A few days ago I received two phone calls from my neighbors then ran into a third neighbor who mentioned the same thing: A mile up the road from my house were two Game Warden vehicles and out of the vehicles came 8 or more men dressed in camo from head to toe.
These men were even wearing camouflage face paint and were carrying very large assault rifles.
They unloaded from the trucks and disappeared into the bushes and down a steep trail where I have never seen a human go before.
I’d seen a coyote and two rattlesnakes go down that trail, but never a human.
All three neighbors asked the same thing: What do you think these camouflaged, gun-toting guys are doing running down a trail where people usually don’t go?
Well, I thought to myself, you have come to the right person because I have my figure on the pulse of this mountain. I am “in the know.”

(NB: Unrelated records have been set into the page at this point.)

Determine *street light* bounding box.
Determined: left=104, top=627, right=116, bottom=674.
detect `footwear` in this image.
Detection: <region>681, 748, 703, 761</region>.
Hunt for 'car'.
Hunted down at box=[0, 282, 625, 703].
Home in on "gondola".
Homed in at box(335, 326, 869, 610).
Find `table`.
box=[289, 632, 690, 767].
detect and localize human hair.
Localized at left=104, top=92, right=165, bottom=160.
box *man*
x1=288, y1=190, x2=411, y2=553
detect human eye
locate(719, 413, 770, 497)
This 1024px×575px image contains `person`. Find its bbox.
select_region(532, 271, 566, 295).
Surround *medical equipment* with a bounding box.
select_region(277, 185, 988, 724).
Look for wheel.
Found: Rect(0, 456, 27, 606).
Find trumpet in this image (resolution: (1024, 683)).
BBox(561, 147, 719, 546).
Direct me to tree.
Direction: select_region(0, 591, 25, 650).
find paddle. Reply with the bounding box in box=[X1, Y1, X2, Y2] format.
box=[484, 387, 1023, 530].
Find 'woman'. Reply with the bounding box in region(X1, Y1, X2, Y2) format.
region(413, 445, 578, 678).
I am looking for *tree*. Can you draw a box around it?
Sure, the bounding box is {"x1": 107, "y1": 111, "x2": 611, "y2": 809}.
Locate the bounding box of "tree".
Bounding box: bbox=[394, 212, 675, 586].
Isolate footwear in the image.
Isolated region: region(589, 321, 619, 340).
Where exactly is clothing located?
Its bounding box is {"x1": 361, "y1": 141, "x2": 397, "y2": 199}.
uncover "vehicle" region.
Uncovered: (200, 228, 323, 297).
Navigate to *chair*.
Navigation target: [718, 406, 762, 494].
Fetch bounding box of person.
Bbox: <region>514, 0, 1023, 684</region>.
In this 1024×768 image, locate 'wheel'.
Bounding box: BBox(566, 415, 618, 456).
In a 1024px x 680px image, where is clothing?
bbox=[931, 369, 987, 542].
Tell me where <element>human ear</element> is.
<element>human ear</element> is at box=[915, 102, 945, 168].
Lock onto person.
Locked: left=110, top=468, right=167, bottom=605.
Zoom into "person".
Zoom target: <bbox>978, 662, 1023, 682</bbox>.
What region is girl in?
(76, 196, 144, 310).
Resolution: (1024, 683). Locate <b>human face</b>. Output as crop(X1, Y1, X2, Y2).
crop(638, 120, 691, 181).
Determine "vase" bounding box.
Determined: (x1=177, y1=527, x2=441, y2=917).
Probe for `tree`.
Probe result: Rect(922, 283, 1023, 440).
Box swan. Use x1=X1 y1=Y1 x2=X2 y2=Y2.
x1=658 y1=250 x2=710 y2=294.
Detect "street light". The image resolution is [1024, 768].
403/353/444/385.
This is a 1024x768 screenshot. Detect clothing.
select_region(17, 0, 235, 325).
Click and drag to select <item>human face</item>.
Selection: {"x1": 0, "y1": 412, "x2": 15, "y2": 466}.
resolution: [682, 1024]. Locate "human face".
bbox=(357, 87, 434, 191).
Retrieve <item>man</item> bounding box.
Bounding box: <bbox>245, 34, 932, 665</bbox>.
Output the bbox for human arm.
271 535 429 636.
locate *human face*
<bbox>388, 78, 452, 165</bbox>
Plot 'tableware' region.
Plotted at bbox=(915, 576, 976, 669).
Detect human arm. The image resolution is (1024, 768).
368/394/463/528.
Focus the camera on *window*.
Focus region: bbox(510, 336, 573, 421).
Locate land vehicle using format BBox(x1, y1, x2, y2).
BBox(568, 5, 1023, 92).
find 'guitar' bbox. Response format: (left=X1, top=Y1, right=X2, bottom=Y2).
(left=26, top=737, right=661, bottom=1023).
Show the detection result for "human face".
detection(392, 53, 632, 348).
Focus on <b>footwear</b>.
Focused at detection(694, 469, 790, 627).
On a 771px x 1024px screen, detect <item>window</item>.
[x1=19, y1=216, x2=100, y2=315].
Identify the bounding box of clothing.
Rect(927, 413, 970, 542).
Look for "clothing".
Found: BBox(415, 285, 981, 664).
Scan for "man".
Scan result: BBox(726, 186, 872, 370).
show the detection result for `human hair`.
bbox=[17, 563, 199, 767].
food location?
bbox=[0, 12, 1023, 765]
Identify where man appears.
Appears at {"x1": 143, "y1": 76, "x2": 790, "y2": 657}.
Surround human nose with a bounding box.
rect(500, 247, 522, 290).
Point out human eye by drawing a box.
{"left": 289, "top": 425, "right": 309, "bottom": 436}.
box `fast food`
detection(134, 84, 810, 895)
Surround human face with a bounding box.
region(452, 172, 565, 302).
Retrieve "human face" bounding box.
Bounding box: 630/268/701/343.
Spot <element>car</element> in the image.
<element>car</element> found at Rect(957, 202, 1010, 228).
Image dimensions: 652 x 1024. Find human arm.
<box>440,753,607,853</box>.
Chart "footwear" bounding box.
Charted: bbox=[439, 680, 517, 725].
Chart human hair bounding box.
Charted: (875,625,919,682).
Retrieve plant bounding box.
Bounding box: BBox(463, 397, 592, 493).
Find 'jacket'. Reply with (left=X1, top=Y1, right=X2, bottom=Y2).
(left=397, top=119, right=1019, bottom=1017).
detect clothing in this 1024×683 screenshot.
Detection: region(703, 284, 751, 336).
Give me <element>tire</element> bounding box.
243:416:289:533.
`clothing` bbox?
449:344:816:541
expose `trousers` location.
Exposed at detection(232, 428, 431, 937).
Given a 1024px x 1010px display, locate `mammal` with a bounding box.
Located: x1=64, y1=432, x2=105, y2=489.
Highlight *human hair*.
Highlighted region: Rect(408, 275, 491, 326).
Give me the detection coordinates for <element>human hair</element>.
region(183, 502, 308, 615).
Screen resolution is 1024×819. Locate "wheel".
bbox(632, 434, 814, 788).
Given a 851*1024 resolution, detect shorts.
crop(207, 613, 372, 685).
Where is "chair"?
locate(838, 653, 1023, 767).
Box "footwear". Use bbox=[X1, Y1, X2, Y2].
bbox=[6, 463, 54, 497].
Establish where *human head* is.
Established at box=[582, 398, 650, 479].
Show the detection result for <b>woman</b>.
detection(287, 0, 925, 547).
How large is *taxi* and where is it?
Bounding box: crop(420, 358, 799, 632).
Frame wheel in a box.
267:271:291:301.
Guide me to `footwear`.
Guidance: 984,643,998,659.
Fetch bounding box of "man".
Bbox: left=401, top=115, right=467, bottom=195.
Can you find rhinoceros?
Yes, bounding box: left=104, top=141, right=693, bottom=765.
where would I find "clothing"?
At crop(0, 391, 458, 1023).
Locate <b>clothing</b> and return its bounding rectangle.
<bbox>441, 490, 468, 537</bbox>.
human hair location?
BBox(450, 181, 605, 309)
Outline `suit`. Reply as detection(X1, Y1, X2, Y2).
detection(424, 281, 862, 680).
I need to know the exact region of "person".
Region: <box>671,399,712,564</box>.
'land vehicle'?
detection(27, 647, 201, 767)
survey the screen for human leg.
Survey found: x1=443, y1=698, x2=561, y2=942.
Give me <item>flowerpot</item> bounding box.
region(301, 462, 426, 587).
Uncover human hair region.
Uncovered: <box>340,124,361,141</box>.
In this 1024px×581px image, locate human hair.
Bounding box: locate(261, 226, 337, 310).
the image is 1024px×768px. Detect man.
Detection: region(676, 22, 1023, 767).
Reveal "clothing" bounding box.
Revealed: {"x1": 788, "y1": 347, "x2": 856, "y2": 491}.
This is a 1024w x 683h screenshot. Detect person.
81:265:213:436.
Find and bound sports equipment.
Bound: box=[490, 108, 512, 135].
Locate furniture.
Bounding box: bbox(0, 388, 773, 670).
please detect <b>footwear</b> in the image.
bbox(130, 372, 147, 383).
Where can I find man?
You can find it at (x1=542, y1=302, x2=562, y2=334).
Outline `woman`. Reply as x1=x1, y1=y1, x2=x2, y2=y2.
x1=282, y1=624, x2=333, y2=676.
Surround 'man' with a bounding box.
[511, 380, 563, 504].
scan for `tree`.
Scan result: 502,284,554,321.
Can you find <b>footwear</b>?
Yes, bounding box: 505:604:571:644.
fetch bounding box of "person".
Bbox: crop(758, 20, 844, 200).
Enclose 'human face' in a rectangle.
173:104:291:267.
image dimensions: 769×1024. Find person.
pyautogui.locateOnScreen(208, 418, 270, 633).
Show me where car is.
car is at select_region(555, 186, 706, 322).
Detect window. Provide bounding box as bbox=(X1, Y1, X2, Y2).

To each and everyone my reply was the same. I told them that I heard there had been a pot farm bust the week before at a different location on the mountain and that this was probably a continuation of the same operation.
All three of my neighbors reply was the same. “Are you sure they’re not going to shoot the lions? They were in Game Warden trucks?”
“Nay-nay” said I.
They wouldn’t go to all the trouble to shoot a couple of lions that hadn’t hurt anyone.
My neighbors breathed sighs of relief and went about their day. Except one. I’m not going to mention her name because she is a friend and I wouldn’t want to make her look bad.
She called a few minutes later and said that she’d been told that the game warden and his posse were there to shoot the lions.
What!
My mind was spinning. I was angry. How could they?
The lions hadn’t hurt anyone.
I needed to do something and I needed to do it fast. I had to stop eight burly guys with semi-automatic weapons from shooting my beloved lions.
So I looked down at the fluffy white poodle I was dog sitting and sprang into action. I threw little Chloe along with Moondoggie in my car and drove up the mountain.
The Game warden trucks were parked along the road at the hairpin turn, a turn I call The Bay Tunnel. I was shaking with anger when I parked my Volvo station wagon behind one of the extended cab, Eddie Bauer green 4wd trucks and jumped out of my car in to the dirt shoulder.
I started around the trucks to the narrow path. The path I had never seen any human go down. But I was going down it wearing my Cole Hahn strappy sandals and my yoga pants.
“Excuse me, Excuse me, Hey, is there is anyone one there? Don’t shoot me.”
“Is anyone around, hello?” I yelled to the camo game warden and his crew.
I had relocated two rattlesnakes to this very path and the last time was hiking in yoga pants near rattlesnakes well, all I can say is—Sixty-Six Vials Of Antivenin.
I started to get stickers in the bottom of my yoga pants and I looked down to see a fine layer of dust over my Boca Raton Pedicure and my Cole Hahns.
I had visions in my head or stripping down to my undies and swinging through the trees holding a spear, a la Avatar.
I could hear the Door’s song, “The End,” playing in my head as I saw myself slowly ascending from the bottom of a pond in front of the Game Warden and his team of killers dressed in my own, more fashionable camo make-up, with a knife between my teeth.
Then…
A wild berry vine looped over my foot and scratched my ankle so I turned back.